Date Posted: August 5, 2016

As the world gets ready for the 2016 Olympics opening ceremony in Brazil, the BFI is delighted to announce the release of a collection on BFI Player of 100 films which have been newly digitised and made available to the UK public, exploring the fascinating and inspiring history of Olympian endeavour from 1900 to 2012. The films are drawn from the collections of the BFI National Archive and regional and national archives across the UK and include footage of the Athens Olympics 1906, the original runners who inspired Chariots of Fire in The Olympic Games in Paris (1924) and England winning a football tournament in Stockholm Olympic Games (1912).

In addition to being available online a selection of key Olympics and historic sports films will be available to view at key big screens located across the UK in August including Belfast on the big screen outside City Hall.

The modern Olympics was born in 1896, barely a year after the Lumière brothers unveiled their cinématographe. Neither the Lumières nor anyone else thought to send cameras to Athens 1896 – which leaves something of an enigma surrounding a film that identifies itself as Athens 1896. In fact, it was shot 10 years later, also in Athens, at the Intercalated Olympics of 1906 (outside the official four-yearly sequence) and features the Standing High Jump (now discontinued as an Olympic event).

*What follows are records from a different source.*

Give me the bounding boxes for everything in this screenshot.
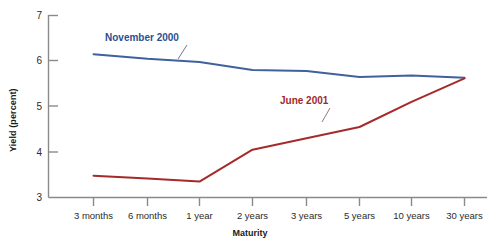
y-tick-label-4: 4 — [36, 147, 42, 158]
y-axis-title: Yield (percent) — [8, 88, 18, 152]
y-tick-label-3: 3 — [36, 192, 42, 203]
annotation-november-2000: November 2000 — [105, 32, 179, 43]
annotation-june-2001: June 2001 — [280, 95, 329, 106]
x-tick-label-2-years: 2 years — [237, 210, 268, 221]
x-tick-label-3-months: 3 months — [74, 210, 113, 221]
x-tick-label-5-years: 5 years — [344, 210, 375, 221]
chart-svg: Yield (percent) 7 6 5 4 3 3 months 6 mon… — [0, 0, 494, 245]
yield-curve-chart: Yield (percent) 7 6 5 4 3 3 months 6 mon… — [0, 0, 494, 245]
series-line-june-2001 — [94, 78, 465, 181]
leader-line-november — [178, 45, 187, 59]
leader-line-june — [322, 108, 330, 122]
y-tick-label-7: 7 — [36, 10, 42, 21]
y-tick-label-6: 6 — [36, 55, 42, 66]
series-line-november-2000 — [94, 54, 465, 78]
x-tick-label-3-years: 3 years — [291, 210, 322, 221]
x-axis-title: Maturity — [232, 228, 267, 238]
y-tick-label-5: 5 — [36, 101, 42, 112]
x-tick-label-30-years: 30 years — [446, 210, 483, 221]
x-tick-label-1-year: 1 year — [186, 210, 212, 221]
x-tick-label-10-years: 10 years — [393, 210, 430, 221]
x-tick-label-6-months: 6 months — [128, 210, 167, 221]
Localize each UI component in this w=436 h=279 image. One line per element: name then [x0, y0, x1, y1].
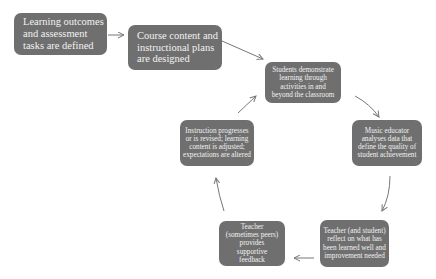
- node-label: Course content and instructional plans a…: [137, 30, 222, 65]
- node-instruction-progresses: Instruction progresses or is revised; le…: [180, 120, 254, 166]
- node-label: Teacher (sometimes peers) provides suppo…: [224, 223, 280, 263]
- arrow-n4-n5: [382, 176, 390, 211]
- node-students-demonstrate: Students demonstrate learning through ac…: [265, 62, 341, 103]
- arrow-n6-n7: [216, 178, 224, 211]
- node-label: Teacher (and student) reflect on what ha…: [323, 227, 386, 259]
- node-course-content: Course content and instructional plans a…: [128, 25, 222, 70]
- node-educator-analyses: Music educator analyses data that define…: [352, 120, 422, 166]
- arrow-n2-n3: [222, 41, 263, 59]
- node-label: Learning outcomes and assessment tasks a…: [23, 16, 107, 51]
- node-teacher-reflect: Teacher (and student) reflect on what ha…: [320, 220, 389, 267]
- node-teacher-feedback: Teacher (sometimes peers) provides suppo…: [219, 221, 285, 266]
- arrow-n7-n3: [238, 96, 256, 113]
- node-learning-outcomes: Learning outcomes and assessment tasks a…: [14, 13, 107, 55]
- node-label: Instruction progresses or is revised; le…: [183, 127, 251, 159]
- node-label: Music educator analyses data that define…: [356, 127, 418, 159]
- node-label: Students demonstrate learning through ac…: [269, 66, 337, 98]
- arrow-n3-n4: [355, 96, 379, 117]
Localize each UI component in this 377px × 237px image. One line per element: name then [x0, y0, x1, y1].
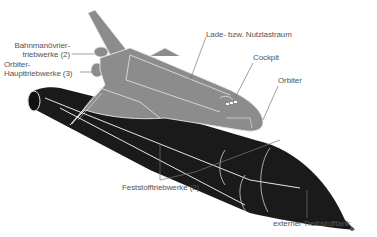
label-orbiter-haupttriebwerke: Orbiter- Haupttriebwerke (3): [4, 60, 72, 78]
label-nutzlastraum: Lade- bzw. Nutzlastraum: [206, 30, 292, 39]
shuttle-illustration: [0, 0, 377, 237]
label-line: Orbiter-: [4, 60, 72, 69]
label-line: Bahnmanövrier-: [4, 41, 70, 50]
label-line: triebwerke (2): [4, 50, 70, 59]
label-feststofftriebwerke: Feststofftriebwerke (2): [122, 183, 199, 192]
space-shuttle-diagram: Bahnmanövrier- triebwerke (2) Orbiter- H…: [0, 0, 377, 237]
label-line: Haupttriebwerke (3): [4, 69, 72, 78]
label-externer-tank: externer Treibstofftank: [273, 219, 350, 228]
orbiter-body: [70, 10, 263, 131]
label-cockpit: Cockpit: [253, 53, 279, 62]
label-bahnmanoevriertriebwerke: Bahnmanövrier- triebwerke (2): [4, 41, 70, 59]
label-orbiter: Orbiter: [278, 76, 302, 85]
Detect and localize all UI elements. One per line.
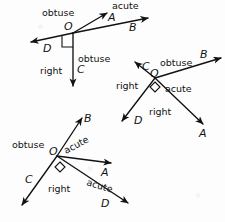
angle-label-obtuse-mid-figure-1: obtuse <box>78 53 111 64</box>
vertex-label-figure-1: O <box>64 20 73 33</box>
point-label-A-figure-2: A <box>198 127 207 140</box>
point-label-C-figure-2: C <box>142 60 150 73</box>
point-label-B-figure-1: B <box>129 21 137 34</box>
point-label-C-figure-3: C <box>25 173 33 186</box>
figure-1: O A B C D obtuse acute obtuse right <box>31 0 148 86</box>
point-label-B-figure-3: B <box>84 112 92 125</box>
point-label-D-figure-3: D <box>101 197 109 210</box>
angles-diagram: O A B C D obtuse acute obtuse right O B … <box>0 0 225 222</box>
point-label-D-figure-2: D <box>134 114 142 127</box>
angle-label-acute-figure-2: acute <box>165 83 192 94</box>
point-label-C-figure-1: C <box>77 63 85 76</box>
point-label-A-figure-3: A <box>100 166 109 179</box>
point-label-D-figure-1: D <box>43 42 51 55</box>
angle-label-acute-upper-figure-3: acute <box>62 133 91 155</box>
right-angle-square-figure-1 <box>62 36 73 47</box>
angle-label-obtuse-figure-2: obtuse <box>160 57 193 68</box>
figure-3: O B A C D obtuse acute acute right <box>12 112 128 210</box>
angle-label-acute-lower-figure-3: acute <box>85 176 114 194</box>
figure-2: O B A C D obtuse acute right right <box>116 48 221 140</box>
angle-label-right-figure-3: right <box>48 183 71 194</box>
angle-label-right-figure-1: right <box>40 65 63 76</box>
angle-label-acute-top-figure-1: acute <box>112 0 139 11</box>
point-label-A-figure-1: A <box>107 11 116 24</box>
vertex-label-figure-3: O <box>49 145 58 158</box>
angle-label-right-left-figure-2: right <box>116 80 139 91</box>
diagram-canvas: O A B C D obtuse acute obtuse right O B … <box>0 0 225 222</box>
point-label-B-figure-2: B <box>200 48 208 61</box>
angle-label-obtuse-left-figure-1: obtuse <box>42 7 75 18</box>
angle-label-obtuse-figure-3: obtuse <box>12 139 45 150</box>
vertex-label-figure-2: O <box>150 67 159 80</box>
angle-label-right-bottom-figure-2: right <box>149 106 172 117</box>
ray-O-D-figure-1 <box>31 33 73 42</box>
right-angle-diamond-figure-3 <box>55 162 65 172</box>
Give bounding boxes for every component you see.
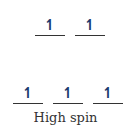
upper-orbital-1: ↿ — [35, 14, 65, 36]
orbital-line — [53, 103, 83, 105]
diagram-caption: High spin — [0, 110, 131, 125]
spin-up-arrow-icon: ↿ — [22, 86, 35, 101]
spin-up-arrow-icon: ↿ — [44, 18, 57, 33]
orbital-line — [35, 35, 65, 37]
orbital-line — [75, 35, 105, 37]
lower-orbital-3: ↿ — [93, 82, 123, 104]
spin-up-arrow-icon: ↿ — [62, 86, 75, 101]
orbital-line — [93, 103, 123, 105]
orbital-line — [13, 103, 43, 105]
lower-orbital-2: ↿ — [53, 82, 83, 104]
spin-up-arrow-icon: ↿ — [102, 86, 115, 101]
upper-orbital-2: ↿ — [75, 14, 105, 36]
lower-orbital-1: ↿ — [13, 82, 43, 104]
spin-up-arrow-icon: ↿ — [84, 18, 97, 33]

There are newsreels, amateur films, official reports and television programmes representing over a century of British sporting achievement. Two films from the 1912 games – Stockholm – The Olympic Games and Olympics Games 1912 – between them offer rare footage of an England team actually winning a football tournament, and some excellent demonstrations of rope climbing and group gymnastics. The longest film in the collection is the 90 minutes of The Olympic Games in Paris 1924, which includes runners Harold Abrahams and Eric Liddell, whose story was told in the film Chariots of Fire. The same film has footage of the first ever Winter Olympics at Chamonix and a memorably brutal rugby final in which Olympic values seem in short supply, with stars of the French team stretchered off, leaving the field open for a USA victory. At the end (but alas not in the film), French supporters invaded the pitch but the French team sportingly defended the American victors from their fans’ wrath.

Also included is an entertaining and often surprising array of games and sports that for one reason or another never quite won official Olympic status. In our LOLympics collection, we salute the champions of cheese rolling, pipe smoking and uphill beer barrel racing, among other unjustly underrated pursuits. You can view the LOLympics on Northern Ireland Screen’s Digital Film Archive.